MK: And then New York becomes, like you said, an art gallery. Obviously, there’s tons of images of New York and the myth of New York is circulating. But social media just adds to the city’s commodification. And so much of it is so uninspiring to me. Like, that’s your New York? Really? That “Cupcake New York” is what Penny Arcade calls it — you’re gonna go to New York for a cupcake? Please. I love Penny, and I quote her a lot because I really like her take on New York and artists: “Artist” has become a sense of style that you can try on like a t-shirt. And I think social media is connected to that. 

H: Even as a viewer or reader, there is something different about experiencing art that someone has put their whole lives behind, not just donned as a style or brand.

MK: Yeah.
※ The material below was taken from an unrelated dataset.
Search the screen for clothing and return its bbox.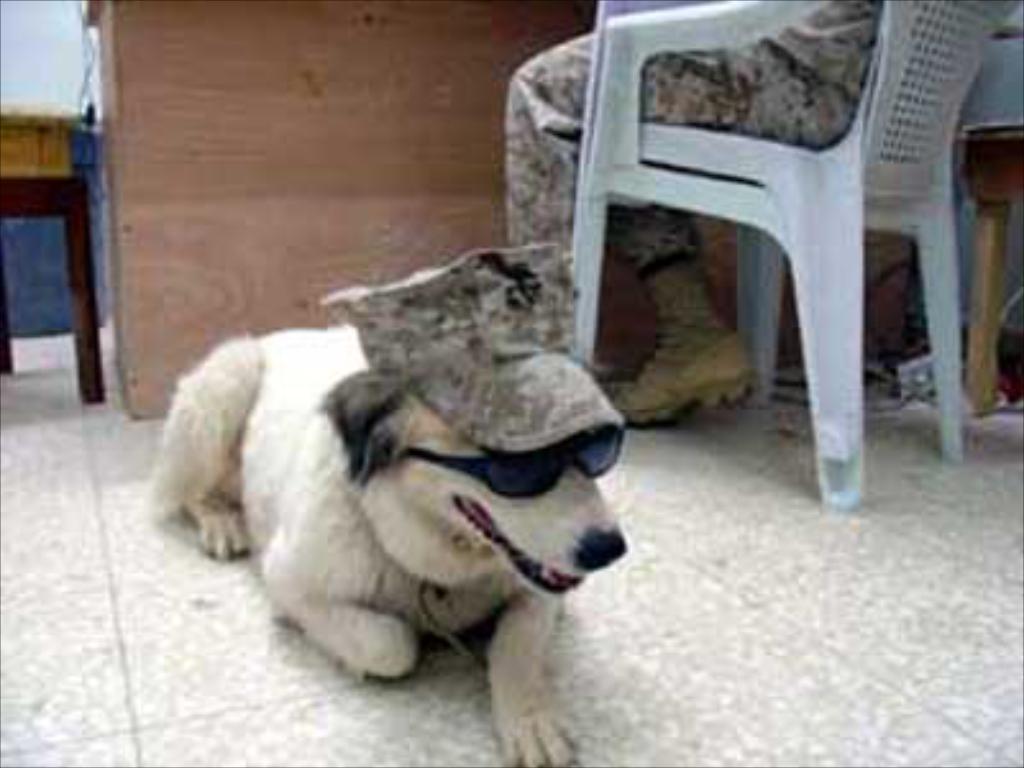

And there’s something at stake when you blow up your life and you move to New York without financial security and try and be a writer or painter or actor. And it’s just really gross to have someone come in and be like, “Oh, I’m an artist, too. I took class, or I doodle on the weekends, or I made this pillow,” and it’s just like, what? But then you kind of sound like you’re snotty or out of touch, or like a gatekeeper. And I’m not. I’m none of that. Well, I might be out of touch and snotty, but I’m not a gatekeeper.

H: Do you think living in New York City has influenced your writing process — the desire to resist convention?

MK: On some level your social and cultural surroundings bleed into your work unconsciously. New York is mean, sucks your time, and backs you into a corner, but it also inspires me in a way that no other cities have. Without conviction you are sunk here. Sometimes I ask myself, “What the fuck am I doing or writing?” and then answer back, “Whatever the fuck I want.”